Signed off work with stress: a guide to employee rights and next steps

Are you finding life too much to handle right now? Here’s a guide to your rights and next steps if you’re signed off work with stress.

Even at the best of times, work can be a stressful experience. When you’ve got deadlines to meet, difficult clients to deal with and a line manager breathing down your neck demanding progress; it can all accumulate to one very exhausting experience.

If you are finding work too stressful and you’re thinking about taking some much needed time off, you’re not alone. A massive 79% of people surveyed said they had experienced work-related stress. And a 2013 study commissioned by the mental health charity Mind found that work was the number one stressor in people’s lives. 

As you can see, there is absolutely nothing to be ashamed of. You aren’t letting the side down or any other such nonsense. The worst thing you can do is blame yourself: it’ll merely add undue weight onto your already overburdened shoulders.

Organisations have to make changes to their working practices to alleviate the pressure on you. They have to be accommodating. Don’t believe me? Carry on reading to find out your rights as an employee. 

Raising an issue with your employer

Whatever the cause of your stress – whether it’s office politics, too much work, little ownership of your everyday tasks, you need to go to your employer and raise the problem with them. They are very unlikely to outright ask you if you have a problem. 

It can be extremely taxing mentally to actually admit to struggling with stress.

At first glance, it raises questions about your suitability for the role, your ability to handle the pressures of everyday work life and your long-term future at the company.

However, these are simply not true and it’s unfair to level these sorts of accusations at yourself. It can only exacerbate the problem.

How long can you stay off work with stress?

Initially, if you are brave enough to go to one of your superiors and explain how the stresses of work are overwhelming, you’ll be granted at least a week off. If you need more time than that, you’ll need to go to a doctor and expand on the difficulties you are experiencing at work. They’ll walk you through a few different strategies for coping with stress and set you in the right direction to seek help.

You should be entitled to sick pay while you’re off work with stress.

Returning to work

Your employer has a duty to provide a safe working environment – and that applies to mental health too. The HR and occupational health departments at your workplace – if you have them – should be able to provide you with assistance upon your return to work.

If the issue is, for example, you don’t have a healthy work-life balance; you might have a right to more flexible working hours. Having a child under the age of six – or a disabled child under the age of eighteen – gives you a legal right to flexible working.

If you’re an employer who’s thinking about the best ways to deal with work-related stress and create a healthier, happier working environment, you can consult this guide. It contains some invaluable advice for employers and employees alike.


[Exercise aim]
Where the line containing "Find the location" appears, begin retyping; continue exactly through the final line of the data. Omit every picture.
START Study material
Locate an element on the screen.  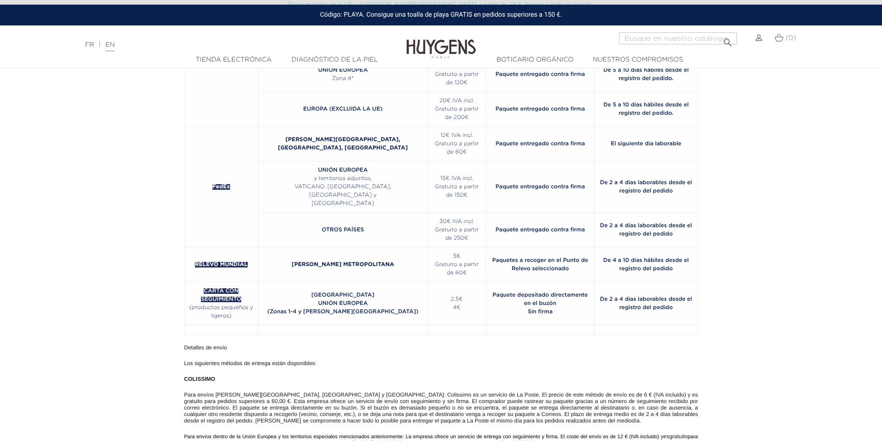
font: CARTA CON SEGUIMIENTO is located at coordinates (221, 295).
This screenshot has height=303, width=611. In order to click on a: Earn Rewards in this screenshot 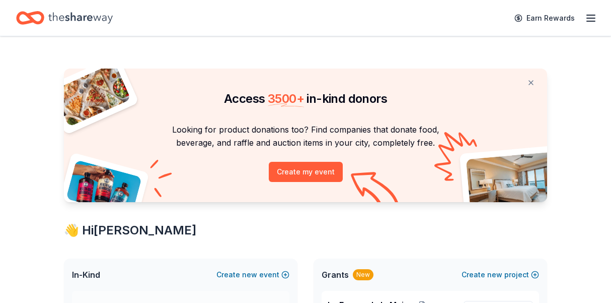, I will do `click(545, 18)`.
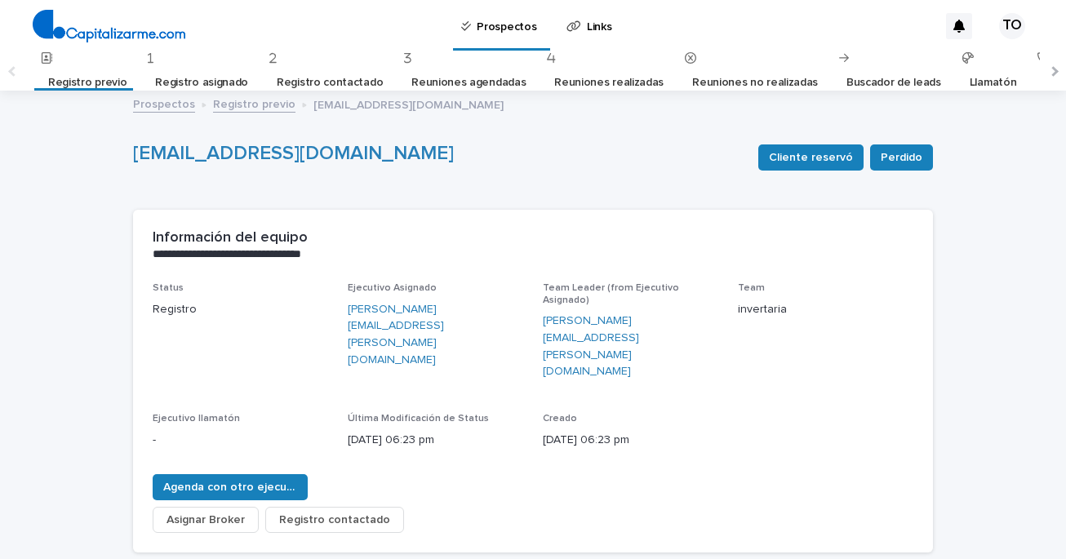  What do you see at coordinates (811, 158) in the screenshot?
I see `button: Cliente reservó` at bounding box center [811, 158].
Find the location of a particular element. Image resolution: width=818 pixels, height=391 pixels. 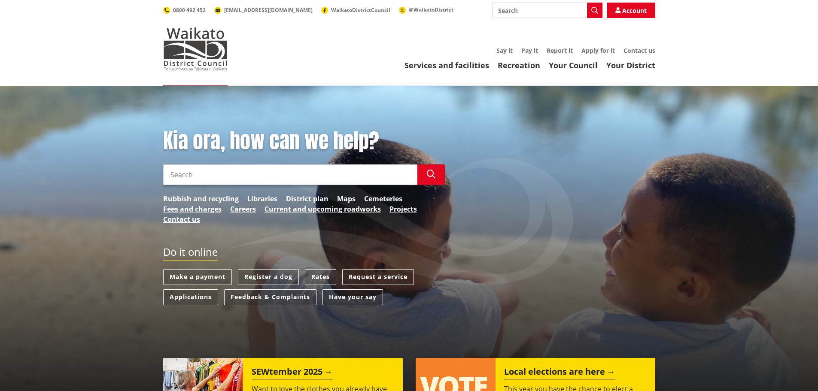

a: Request a service is located at coordinates (378, 277).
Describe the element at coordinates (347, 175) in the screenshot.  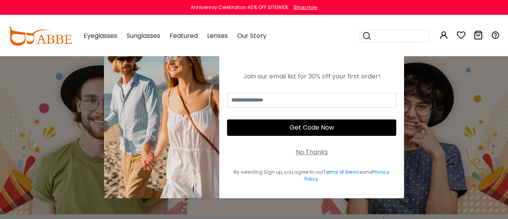
I see `a: Privacy Policy` at that location.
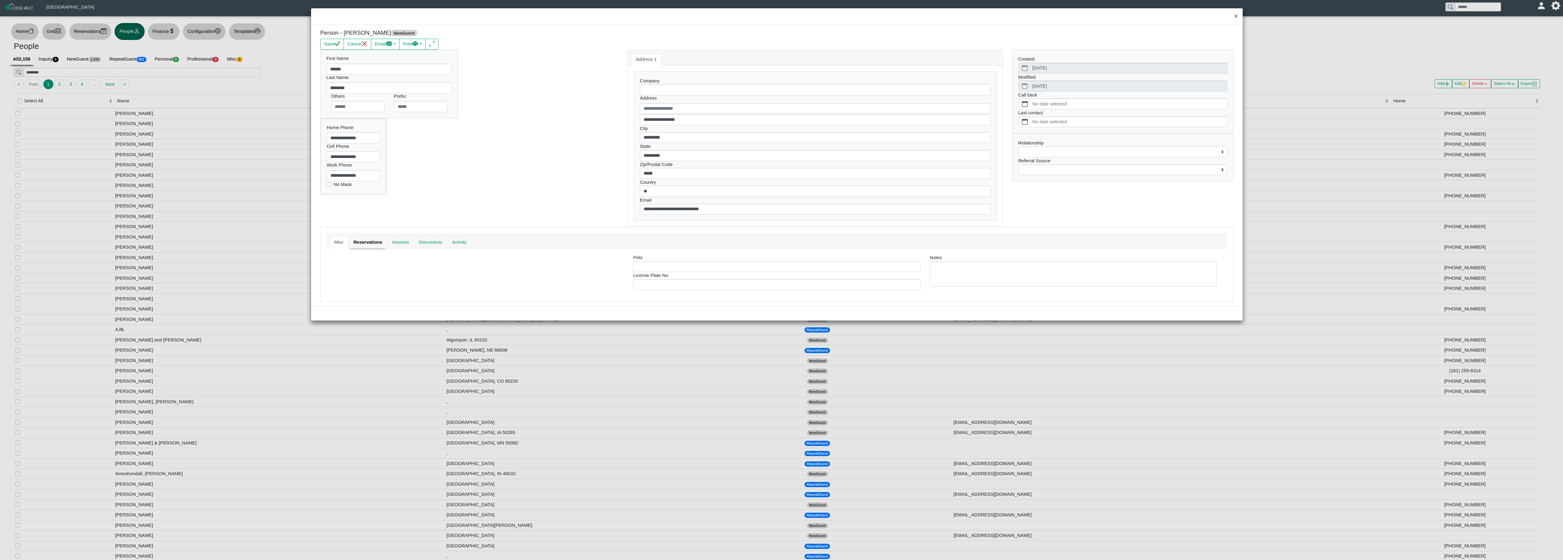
END Study material
[Solution for this problem]
Find the location of a particular element. Image resolution: width=818 pixels, height=391 pixels. 

a: Request a service is located at coordinates (378, 277).
Describe the element at coordinates (347, 175) in the screenshot.  
I see `a: Privacy Policy` at that location.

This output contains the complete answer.